I has a strange upbringing.  My Dad was in the military and we lived all over the world though always called South Alabama/Florida panhandle as home.  When he retired I was just starting high school and we ended up in a small town in Alabama.

I can remember when I was real young, my father would come home from work and then head off to his second job as a bartender.  When we lived in Germany, we lived as the Germans and there was usually wine or beer at evening meals.  We visited many a winery as a family over the years and never had difficulty with alcohol in the home. Then the move to a dry county in the middle of the Bible belt where iced tea was the beverage of choice.

For me it was real disconnect.  I had been raised in a home where tolerance of alcohol and moderation were taught and modeled, only to find myself smack in the middle of a culture where intolerance was the norm.  

The church was disconnected too.  At communion, we spoke of the bread and wine of the Last Supper, but always used grape juice.  I once attended a study at a local Baptist church where the pastor explained with great detail that all mention of wine in the New Testament was actually a reference to grape juice.  

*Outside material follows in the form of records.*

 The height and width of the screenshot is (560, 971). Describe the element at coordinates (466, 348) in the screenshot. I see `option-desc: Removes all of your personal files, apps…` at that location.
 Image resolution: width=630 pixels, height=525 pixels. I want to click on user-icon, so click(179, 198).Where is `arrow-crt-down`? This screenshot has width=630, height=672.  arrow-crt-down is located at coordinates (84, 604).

Being a precocious youth, I asked the pastor to explain John 2 and why Jesus would turn water into “grape juice.”  I was especially interested in that part where wedding guests were getting drunk on the good stuff at most weddings, was this wedding different?  I never got an answer that day because we conveniently ran out of time. Over the years, I have never really gotten what I would call a good answer to my question.

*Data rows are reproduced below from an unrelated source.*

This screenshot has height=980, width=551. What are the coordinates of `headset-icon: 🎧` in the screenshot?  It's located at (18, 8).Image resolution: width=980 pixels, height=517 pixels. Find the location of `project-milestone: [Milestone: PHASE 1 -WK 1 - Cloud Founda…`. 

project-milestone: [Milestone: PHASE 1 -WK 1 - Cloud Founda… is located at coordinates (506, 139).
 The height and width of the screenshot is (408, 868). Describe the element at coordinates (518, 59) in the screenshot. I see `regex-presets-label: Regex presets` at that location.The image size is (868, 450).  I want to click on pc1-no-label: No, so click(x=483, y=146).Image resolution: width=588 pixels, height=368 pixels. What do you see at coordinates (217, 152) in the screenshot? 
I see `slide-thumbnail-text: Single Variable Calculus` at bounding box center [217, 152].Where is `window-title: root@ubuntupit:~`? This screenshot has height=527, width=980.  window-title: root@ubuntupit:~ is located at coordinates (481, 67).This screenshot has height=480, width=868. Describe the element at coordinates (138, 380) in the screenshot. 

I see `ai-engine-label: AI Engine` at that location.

Skirt the facts all you want, the reference to wine in John 2 really about wine, and really about a wedding party.  The church might use grape juice at communion for many reasons, but it is not because Jesus turned the water into Welch’s.

Here are a few of my insights on the Wedding at Cana:

Jesus was not an ascetic- Jesus lived fully in his culture, and was fully engaged in life.  There are certainly reasons for abstinence and self-denial, and there are appropriate times for it; Jesus, on the whole,  gives us an example of being fully engaged in the community.

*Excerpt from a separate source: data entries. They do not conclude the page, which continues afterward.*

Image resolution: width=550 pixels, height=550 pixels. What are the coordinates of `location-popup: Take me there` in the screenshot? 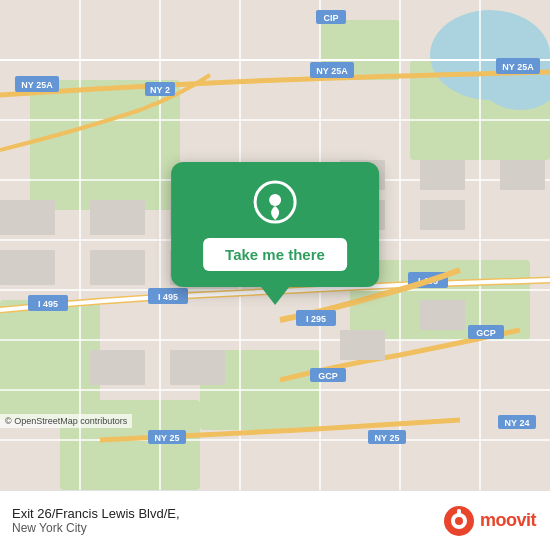 It's located at (275, 234).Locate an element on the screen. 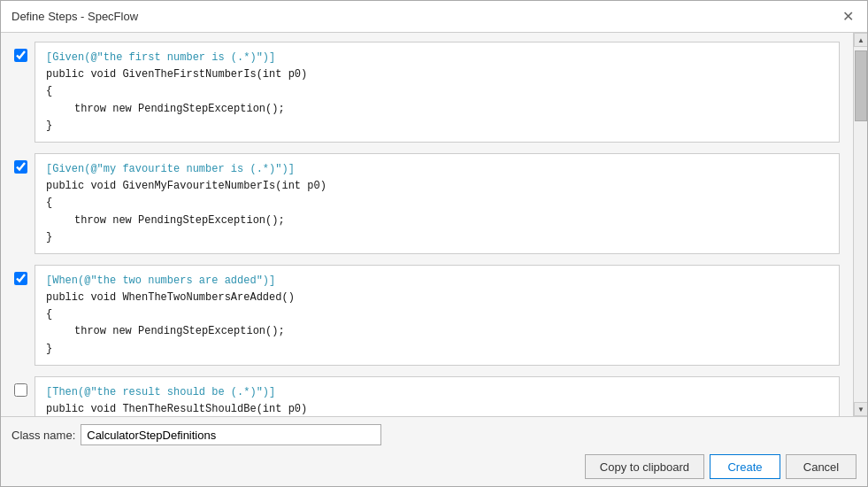 This screenshot has width=868, height=487. scrollbar-thumb is located at coordinates (861, 86).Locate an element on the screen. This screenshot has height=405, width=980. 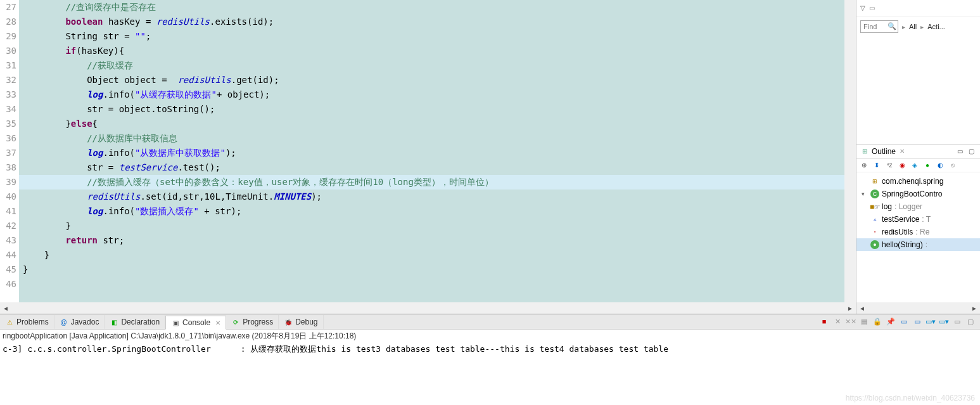
code-line: log.info("数据插入缓存" + str); is located at coordinates (437, 212).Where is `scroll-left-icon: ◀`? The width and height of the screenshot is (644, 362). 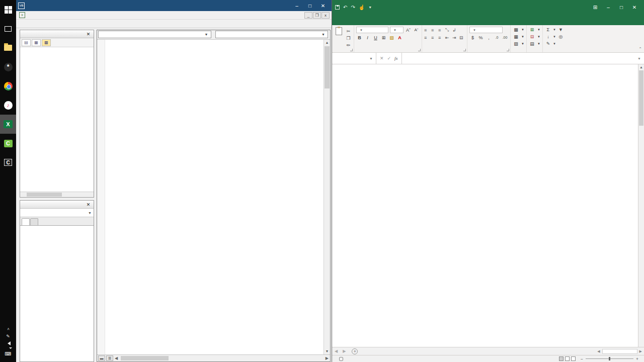 scroll-left-icon: ◀ is located at coordinates (116, 358).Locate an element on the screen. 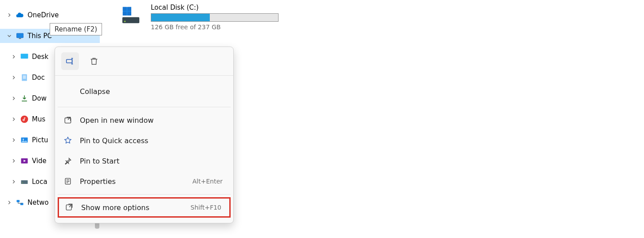  menu-pin-start: Pin to Start is located at coordinates (144, 161).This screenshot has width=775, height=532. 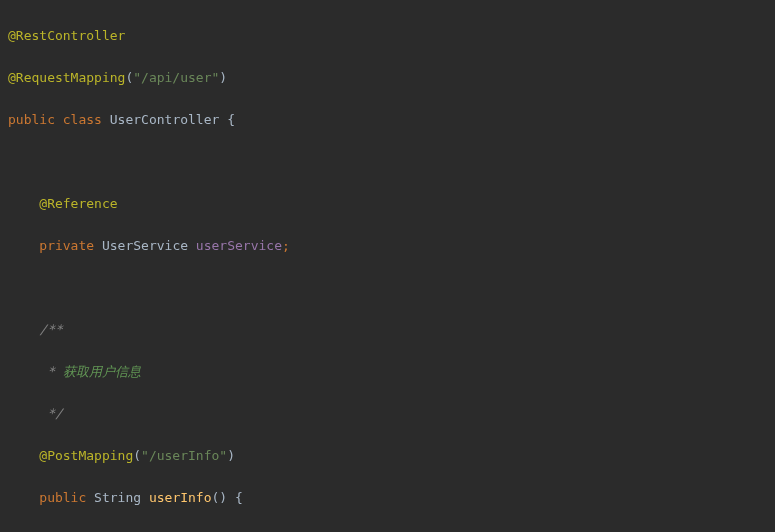 I want to click on annotation: @Reference, so click(x=78, y=204). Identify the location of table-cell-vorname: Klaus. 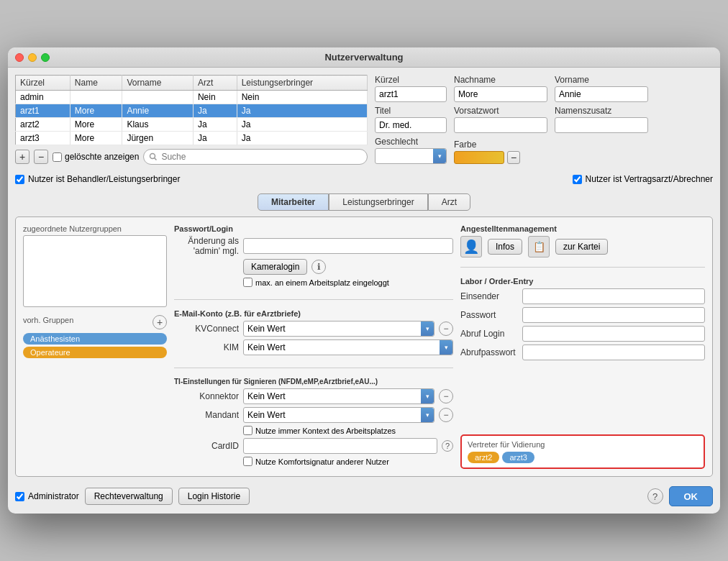
(158, 125).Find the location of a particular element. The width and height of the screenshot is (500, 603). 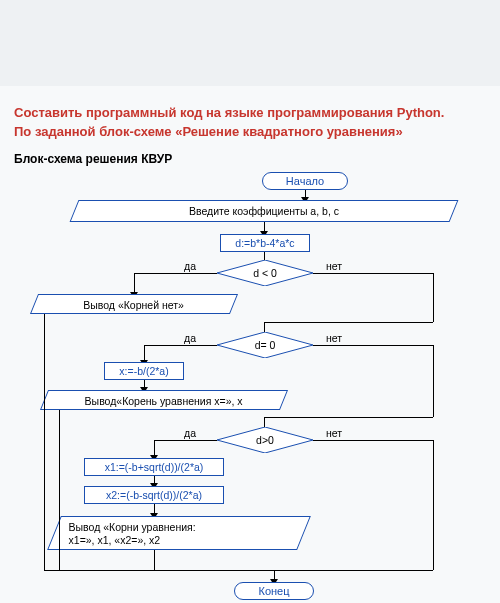

node-start-label: Начало is located at coordinates (305, 181).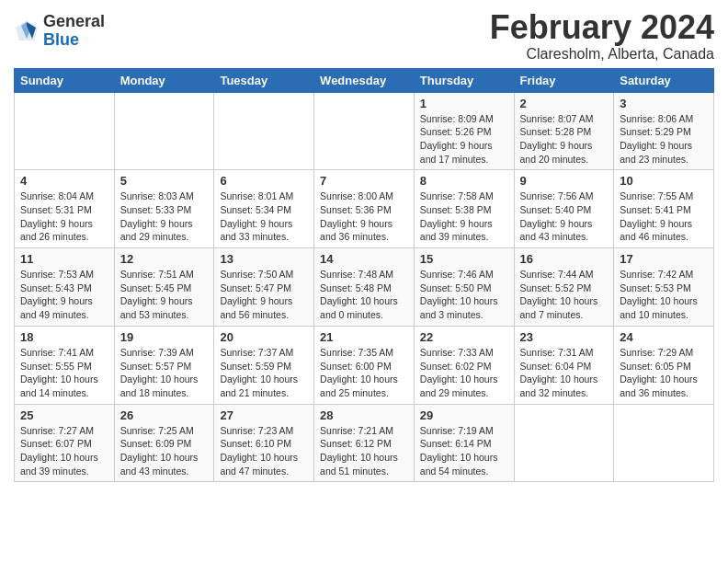 The height and width of the screenshot is (563, 728). What do you see at coordinates (165, 373) in the screenshot?
I see `day-info: Sunrise: 7:39 AM Sunset: 5:57 PM Dayligh…` at bounding box center [165, 373].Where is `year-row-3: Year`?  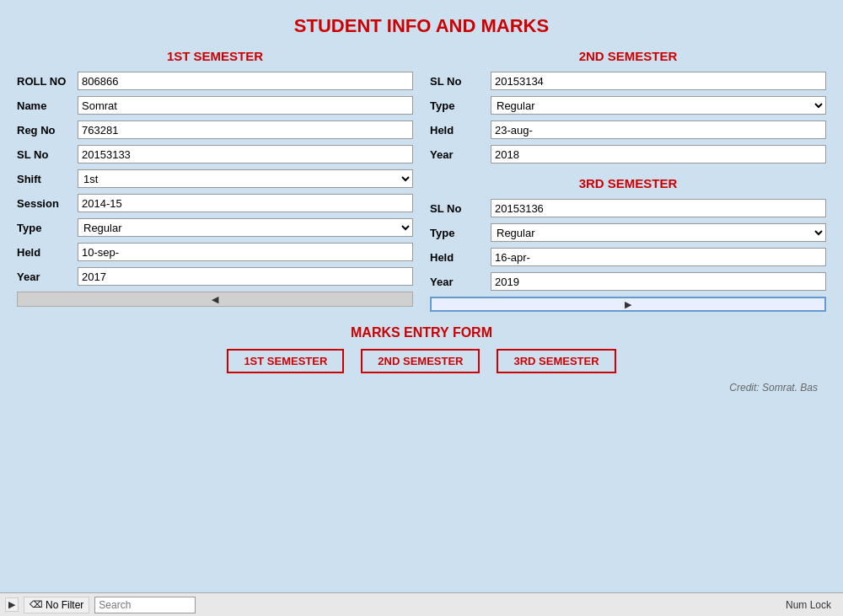 year-row-3: Year is located at coordinates (628, 281).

Kingdom life is supposed to be a feast/party- The first miracle at a wedding was just a precursor of all that was to follow.  Jesus spent much of his ministry with feasts and meals.  The model Jesus gave us for being followers was a meal.  He called us to remember him in the bread and the wine.  As we say most Sundays at my church, “Therefore let us keep the feast.”

Jesus is about “good wine“- Wine as a symbol is significant.  It is about transformation and growth.  Wine is about taking ordinary elements and making them something else, something spectacular, something you would bring to a party.

If we let Jesus have his way with us, he will turn us into something extraordinary as well. He fully intends to share with us a heavenly banquet.

One Comment

  1. lsyates says:

    Michael,
    I enjoyed your thoughts on Good Wine. I especially enjoyed the last paragraph about transformation and growth. And you are so right if we “let” Jesus have his way with us, why, there’s “just no telling” (to borrow a good ol’ Southern phrase) what we’ll find ourselves doing for the Kingdom.